Coding Horror

programming and human factors

Avoiding The Uncanny Valley of User Interface

Are you familiar with the uncanny valley?

screenshot of character from Dead Rising

No, not that uncanny valley. Well, on second thought, yes, that uncanny valley.

In 1978, the Japanese roboticist Masahiro Mori noticed something interesting: The more humanlike his robots became, the more people were attracted to them, but only up to a point. If an android become too realistic and lifelike, suddenly people were repelled and disgusted.

The problem, Mori realized, is in the nature of how we identify with robots. When an android, such as R2-D2 or C-3PO, barely looks human, we cut it a lot of slack. It seems cute. We don't care that it's only 50 percent humanlike. But when a robot becomes 99 percent lifelike-- so close that it's almost real-- we focus on the missing 1 percent. We notice the slightly slack skin, the absence of a truly human glitter in the eyes. The once-cute robot now looks like an animated corpse. Our warm feelings, which had been rising the more vivid the robot became, abruptly plunge downward. Mori called this plunge "the Uncanny Valley," the paradoxical point at which a simulation of life becomes so good it's bad.

This phenomenon has also been noted in cartoons.

McCloud's book Understanding Comics was the first place I ran into a concept which is a sort of corollary to the Uncanny Valley. Call it Lake Empathy: If a character is very simple, more iconic than realistic, it's much easier for people to pour themselves into it -- to view it not as a third party, but instead as a personal avatar.

For example, you probably see more of yourself in the character to the left than in the characters to the right.

Uncanny valley in cartoon form

The seminal Understanding Comics was where I first encountered this concept, too. It's a sort of digital Zeno's Paradox. The more accurate your digital representation of a person, the more visible the subtle imperfections become. This is why computer generated people in recent movies like Polar Express feel even more unnatural than the highly abstract people in 1995's Toy Story. (The current state of the art, at least by some accounts, is The Emily Project. You be the judge.)

But does the uncanny valley effect apply to software user interfaces, too? Bill Higgins thinks it does.

The problem is that our minds have a model of how humans should behave and the pseudo-humans, whether robotic or computer-generated images, don't quite fit this model, producing a sense of unease - in other words, we know that something's not right - even if we can't precisely articulate what's wrong.

There's a lesson here for software designers, and one that I've talked about recently -- we must ensure that we design our applications to remain consistent with the environment in which our software runs. In more concrete terms: a Windows application should look and feel like a Windows application, a Mac application should look and feel like a Mac application, and a web application should look and feel like a web application.

Bill extends this to web applications: a web app that apes the conventions of a desktop application is attempting to cross the uncanny valley of user interface design. This is a bad idea for all the same reasons; the tiny flaws and imperfections of the simulation will be grossly magnified for users. Consider the Zimbra web-based email that Bill refers to.

zimbra email

It's pretty obvious that their inspiration was Microsoft Outlook, a desktop application.

outlook email

In my experience, shoehorning desktop conventions into web applications rarely ends well. I was never able to articulate exactly why, but the uncanny valley theory goes a long way towards explaining it:

If you're considering or actively building Ajax/RIA applications, you should consider the Uncanny Valley of user interface design. When you build a "desktop in the web browser"-style application, you're violating users' unwritten expectations of how a web application should look and behave. This choice may have significant negative impact on learnability, pleasantness of use, and adoption.

As I've mentioned before, one of the great strengths of web applications is that they aren't bound by the crusty old conventions of desktop applications. They're free to do things differently -- and hopefully better. Web applications should play to their strengths, instead of attempting to clone desktop applications.

If you end up anywhere near the uncanny valley of user interface, that sense of unease you feel is perfectly normal. You're clearly in the wrong place.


Goal of the exercise
Leave the pictures out and print, word for word, the lines below from the one with "This [683, 1024]" through the final line.

Data shown

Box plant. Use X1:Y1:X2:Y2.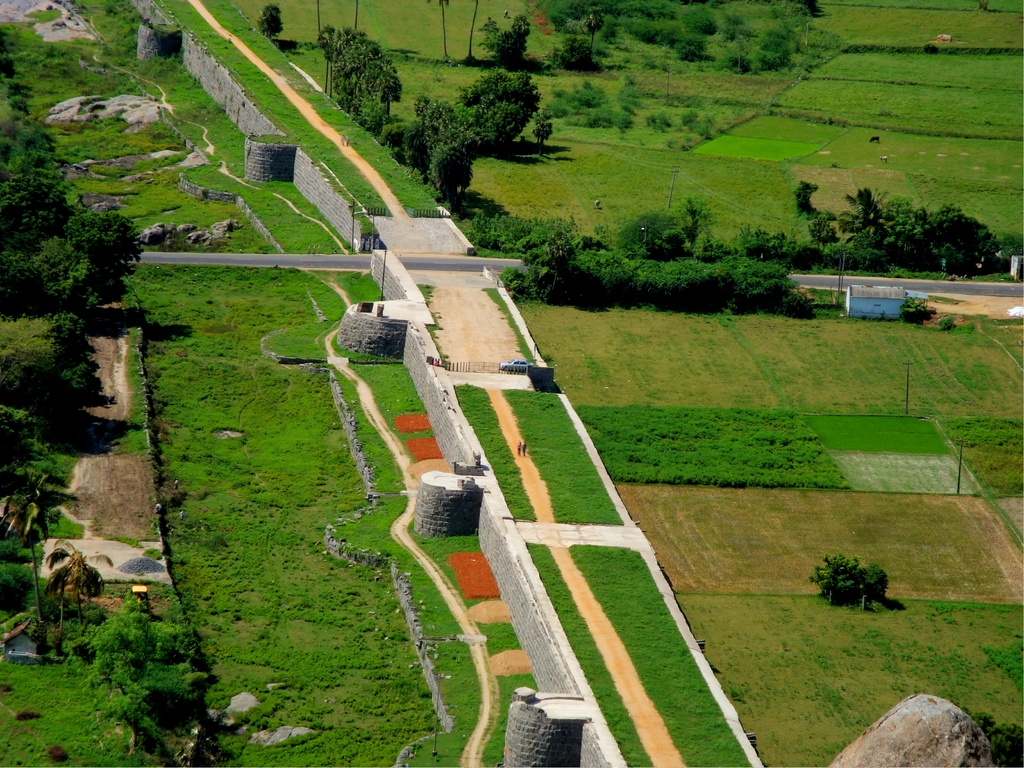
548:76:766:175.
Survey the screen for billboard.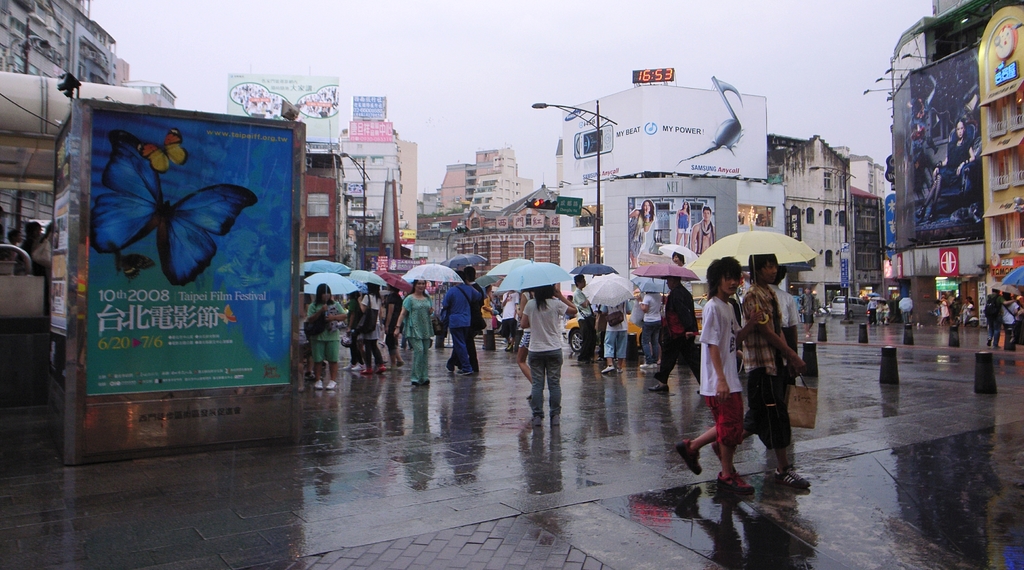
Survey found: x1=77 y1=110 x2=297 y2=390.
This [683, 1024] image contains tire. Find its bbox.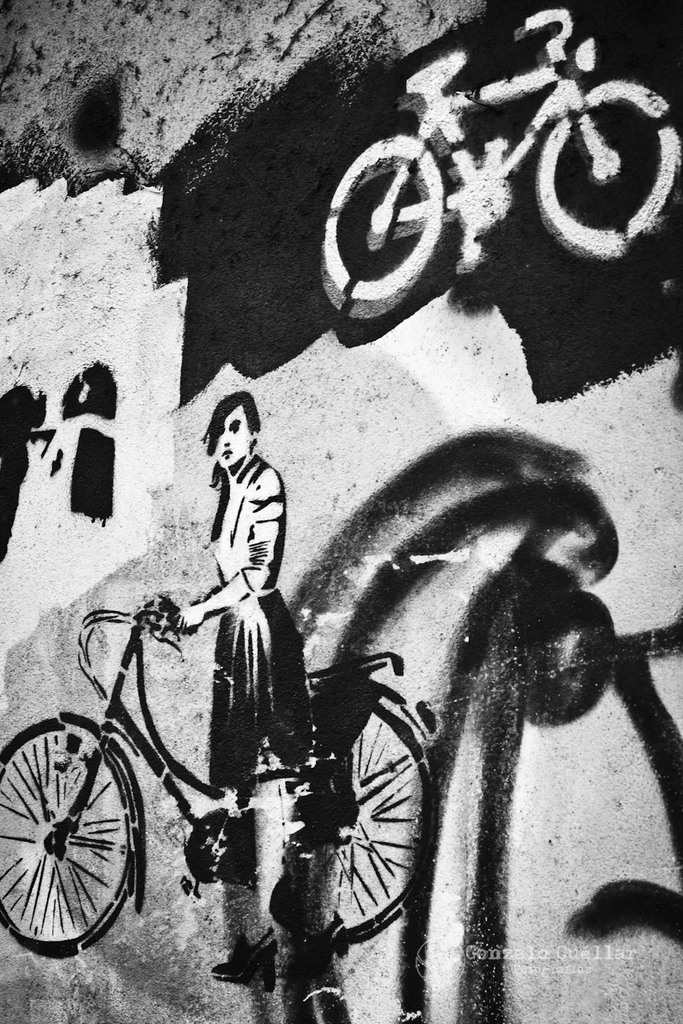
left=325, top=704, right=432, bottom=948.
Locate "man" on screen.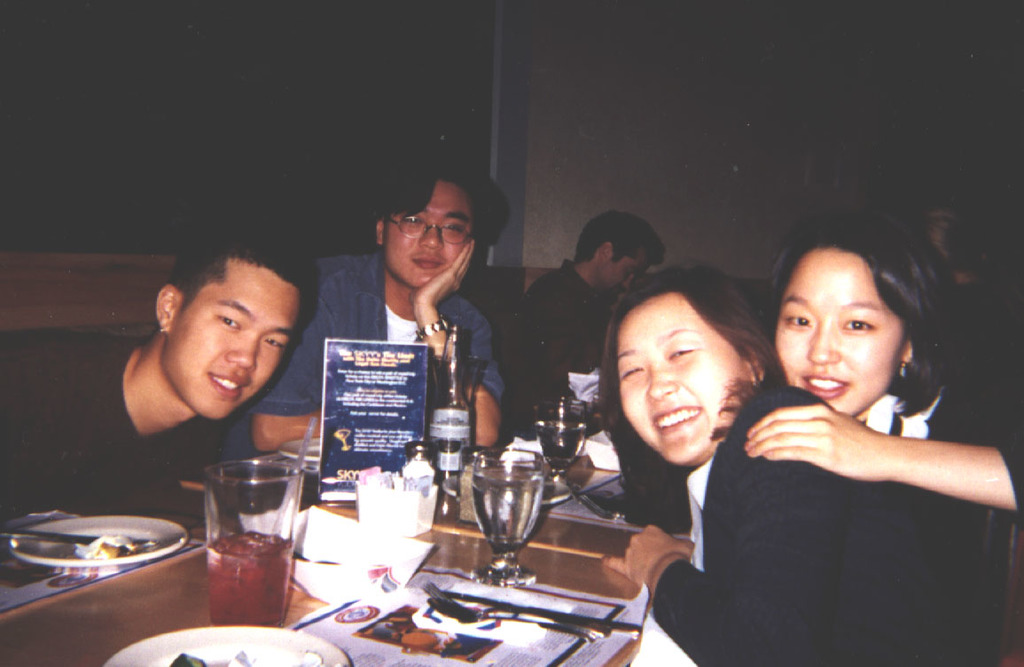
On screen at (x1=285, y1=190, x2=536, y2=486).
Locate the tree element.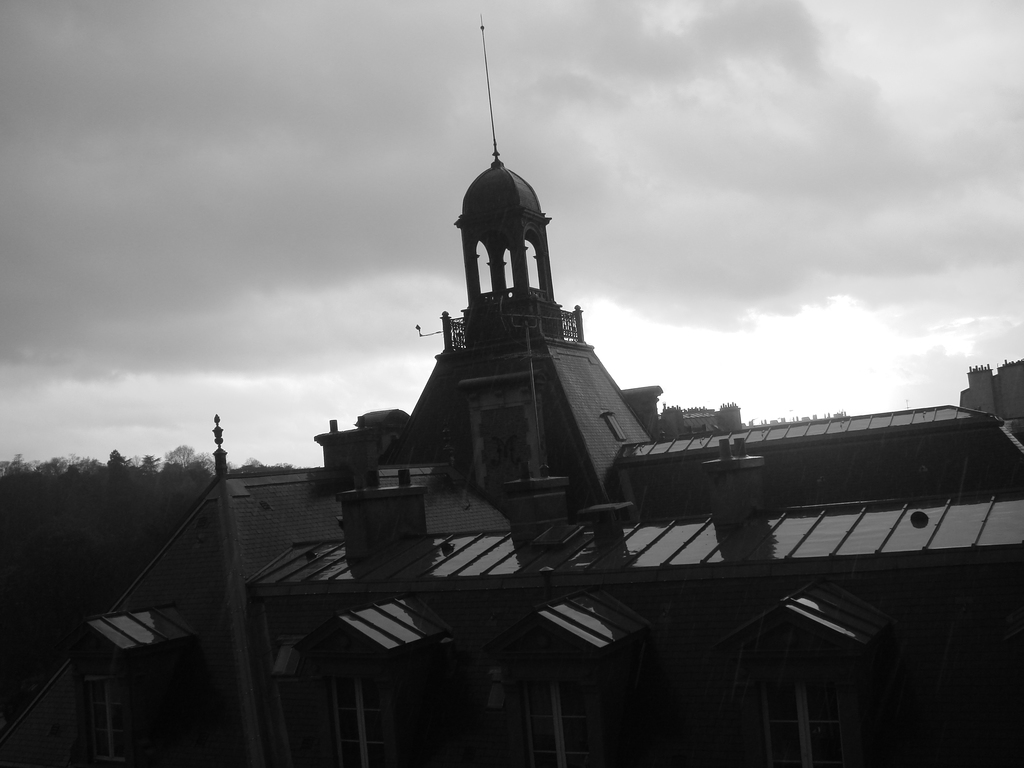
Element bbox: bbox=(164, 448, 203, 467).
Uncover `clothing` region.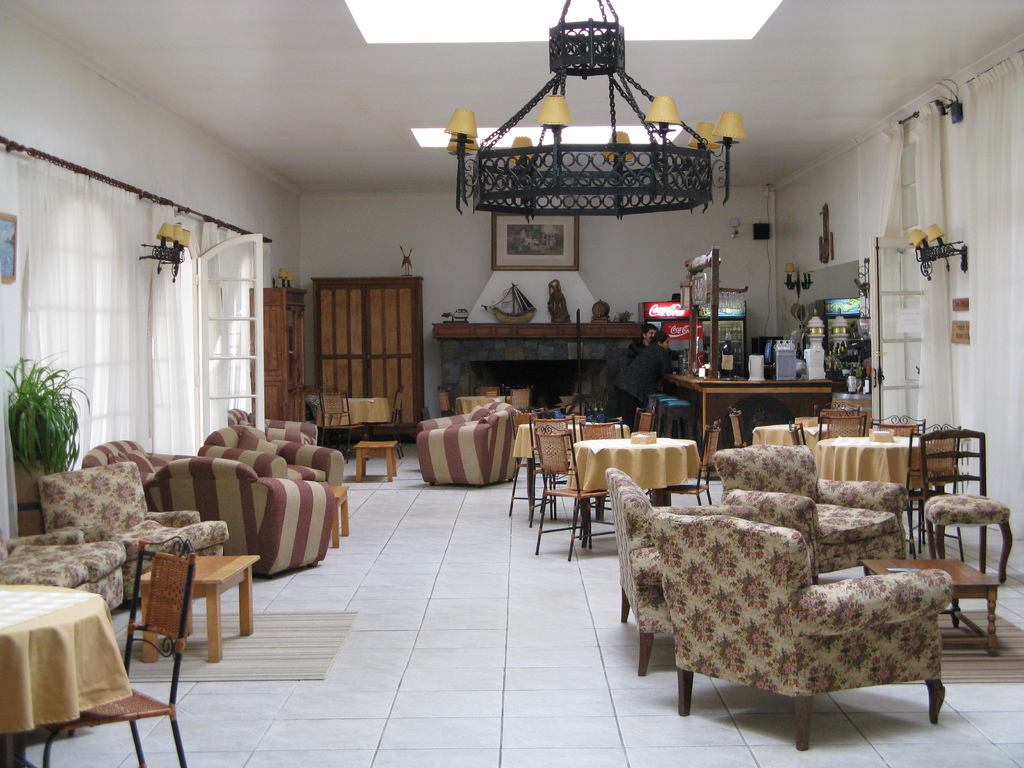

Task result
This [683, 1024] image contains tire. Find its bbox.
left=325, top=704, right=432, bottom=948.
Locate "man" on screen.
On screen at (x1=285, y1=190, x2=536, y2=486).
Locate the tree element.
Element bbox: bbox=(164, 448, 203, 467).
Uncover `clothing` region.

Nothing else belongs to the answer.